From 1967, John and Edwards made an inseparable partnership with rugby selectors, being chosen to play together at all levels of the sport, for Cardiff, Wales, the Barbarians and in 1968 for the British Lions' tour of South Africa.
[4] He once played a game for rival team Pontyberem while still a schoolboy, but John recalls in his autobiography that the local resentment at making such a sporting faux pas ensured he never did so again.
[7] He continued to represent Llanelli while at Trinity College, Carmarthen, and gained a reputation as a kicking fly-half with a penchant for putting over dropped goals.
One of the trials forced him to miss the second Swansea encounter of the season, played away on 12 November 1966; his place in the Llanelli team was given to a youth debutant from the Felinfoel club, Phil Bennett.
[12] In 1966, John was awarded his first international cap for Wales, taking Watkins' place at fly-half for the match against the touring Australia team.
[13][14] This was seen as a surprise move by the Welsh Rugby Union selectors, as Watkins had recently returned from a British Lions tour where he was team captain.
[15] Although experiencing defeat in his first international, John managed to gain revenge over Australia just over a month later when the same team faced Llanelli at Stradey Park.
John regained his international place after Watkins had switched to professional rugby league just the month before, joining Salford for a club record fee of £16,000.
[19] After 22 minutes East Wales took the lead when a missed drop goal attempt from John was collected by Cardiff wing Frank Wilson for a try.
[20] Three days after turning out for East Wales, John and Edwards were paired to face the same New Zealand team, this time played at Twickenham for invitational touring side the Barbarians.

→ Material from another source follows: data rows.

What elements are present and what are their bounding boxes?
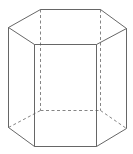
visible-edge-topB-topC: [101, 10, 127, 29]
hexagonal-prism-diagram: [0, 0, 133, 154]
hidden-edge-botB-botC: [101, 111, 127, 129]
visible-edge-topF-topA: [9, 10, 41, 28]
visible-edge-topE-topF: [9, 28, 35, 45]
hidden-edge-botF-botA: [9, 111, 41, 128]
visible-edge-botC-botD: [97, 129, 127, 147]
visible-edge-botE-botF: [9, 128, 35, 147]
visible-edge-topC-topD: [97, 29, 127, 45]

[23] John was selected for the British Lions in their tour of South Africa in 1968, but played in just four games before an injury forced him to return home.
The Welsh selectors had dropped five players from the previous Championship, and notable debutants in the team to face Scotland at Murrayfield on 1 February 1969 were J.P.R.
[27] When Ireland came to Cardiff Arms Park in March the team was on a seven-match unbeaten run, and were looking at taking the Grand Slam after defeating England, France and Scotland.
[28] Wales won 24–11, with Dai Morris the stand-out Welsh player, though John also had one of his best matches, keeping pressure on the Irish with long touch kicks and scoring with a dropped goal.
[37] John was unavailable for the encounter having fractured a rib while playing for the Barbarians against an Oxford University Past and Present team eleven days earlier.
[49] The second game of the Championship, played against Scotland, was a close encounter, won by Wales 19–18 thanks to a late Gerald Davies try converted by John Taylor.
[52] Seen as one of Wales' more accomplished victories, the 23–0 win gave the team a Triple Crown title, and set up a Grand Slam encounter with France.
[58] Under the management of Doug Smith and the coaching of Carwyn James (also from Cefneithin), John rose to great individual heights with his match-winning performances.
John dummied a drop-goal before running through the Universities' defence, stepping inside the final tackler before touching the ball down under the posts, stunning the home crowd.
[25] The second Test, played at Christchurch, finished with the series drawn after New Zealand won 22–12, John scoring half of the Lions points.
[68][69] The Welsh Rugby Union's refusal to allow travel to Ireland stole the team's possibility of a consecutive Grand Slam title.
As the authors of the official history of the Welsh Rugby Union, David Smith and Gareth Williams wrote of John: The clue to an understanding of his achieved style lies in what he could make others do to themselves.
The kicking, whether spinning trajectories that rolled away or precise chips or scudding grubbers, was a long-range control, but his running, deft, poised, a fragile illusion that one wrong instant could crack, yet rarely did, was the art of the fly-half at its most testing.
[77]Gareth Edwards, in his 1978 autobiography, when describing John, wrote: He had this marvellous easiness in the mind, reducing problems to their simplest form, backing his own talent all the time.
In his 2011 book Appy, businessman and football manager Meirion Appleton said that in the 1970s he made illegal payments to both John and Gareth Edwards.
[86] His early schooling was at Cefneithin Primary, and after failing his eleven-plus exam he spent a year at Cross Hands senior centre.
[90] John moved to Cardiff and shared a house with several other rugby players, including former Llanelli team mate Gerald Davies.
[93] Following an interview with David Coleman for the BBC programme, Sportsnight, in which his jobless situation was discussed, John was offered a job working for Forward Trust, a finance company in Cardiff.
[94] When John quit playing rugby in 1972, he also left his job as a finance representative, signing a contract to write a weekly column and cover important matches for the Daily Express.
[99][100] A family statement read: "Barry John died peacefully today at the University Hospital of Wales surrounded by his loving wife and four children.